In 2016 Berlusconi opposed Meloni when she stood as a candidate to be mayor of Rome, on the basis that she was pregnant. Meloni did not forget it.
He could also be generous, as long as she did not pose a threat. In a 2017 interview with the weekly magazine Tempi, he said he had “always appreciated Giorgia’s determination, competence, intellectual courage, analytical skills.”
But he expected to be seen as the wise older statesman from who she would ask advice, and as Meloni rose, she declined to show him automatic deference. The two have sparred often.
He liked to play favorites, too, inviting Matteo Salvini, leader of the right-wing League party, to his recent wedding — and snubbing Meloni. After she appeared on one of his channels saying she “owed nothing to Berlusconi,” he reduced her appearances on air. On election day last year he was caught on video saying that he was “a little” scared of her.
When it mattered during last year’s elections, however, Meloni, who at 46 is a generation younger, took the leadership of the center-right for herself, without the older man’s help. Her party won 26 percent of the vote, to Berlusconi’s 8 percent when Italy went to the polls.
Berlusconi seemed to have difficulty accepting this, and the formation of the center-right government led by Meloni was fractious. He embarrassed her with outbursts expressing his support for Putin. In return, she allocated mainly lowly ministries to his party and refused positions for some of his favorites.
During the negotiations Berlusconi was photographed with a piece of paper where he had written notes about Meloni being “overbearing, arrogant and offensive.” Even within the coalition, Forza Italia has opposed a raft of government measures, including an anti-rave decree, a raised limit on cash payments and green subsidies.
Now, Berlusconi’s death has the potential to strengthen Meloni. There are few other political homes available to Forza Italia MPs, or their voters, now the party’s future without its founding leader is uncertain.
While Meloni is seen as far more right-wing than Berlusconi, the pool of voters they competed for is the same. Many supporters of Berlusconi’s Forza Italia moved to Meloni’s Brothers of Italy last year. “The center-right voters in Italy share a fundamental set of values on most issues and on world view,” according to Lorenzo Pregliasco of polling agency YouTrend. “They identified the strongest leadership in that field and voted for who was able to best express it: Berlusconi for 20 years, then Salvini, then Meloni.”

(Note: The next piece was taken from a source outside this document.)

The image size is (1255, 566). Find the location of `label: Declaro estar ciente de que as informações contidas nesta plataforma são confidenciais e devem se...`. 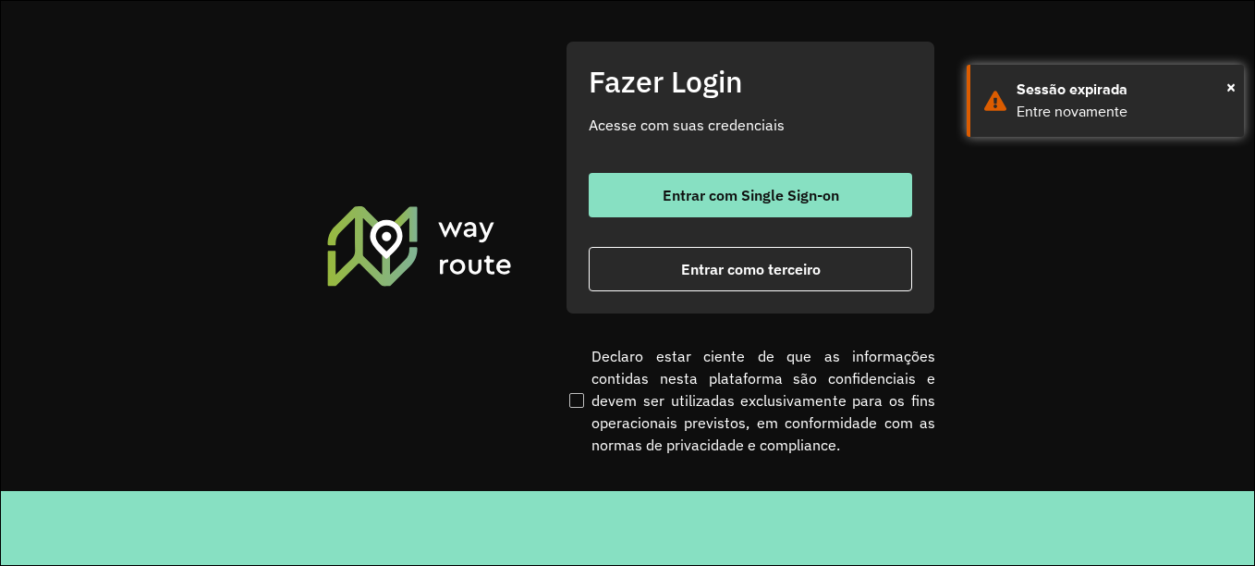

label: Declaro estar ciente de que as informações contidas nesta plataforma são confidenciais e devem se... is located at coordinates (750, 400).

Salvini’s League party is doing badly in the polls and moving to the center would mean going into opposition. Within European politics, Forza Italia is a member of the EPP group. Meloni’s EU grouping, the ECR, may ally with the EPP at next year’s European Parliament elections. In his final interview last week, Berlusconi gave his blessing to an alliance between the EPP and the ECR.
During Berlusconi’s first term as premier in the 1990s, Meloni was a teenager learning her far-right politics with a group of radical friends in Rome. She’s grown into a populist leader who likes to be seen as a fighter.
But, like Berlusconi, she’s willing to cut deals for the sake of power. In a video tribute released after his death, she said: “With him, Italy learned never to impose limits on itself. It learned never to assume it was beaten.” She might as well have been talking about herself.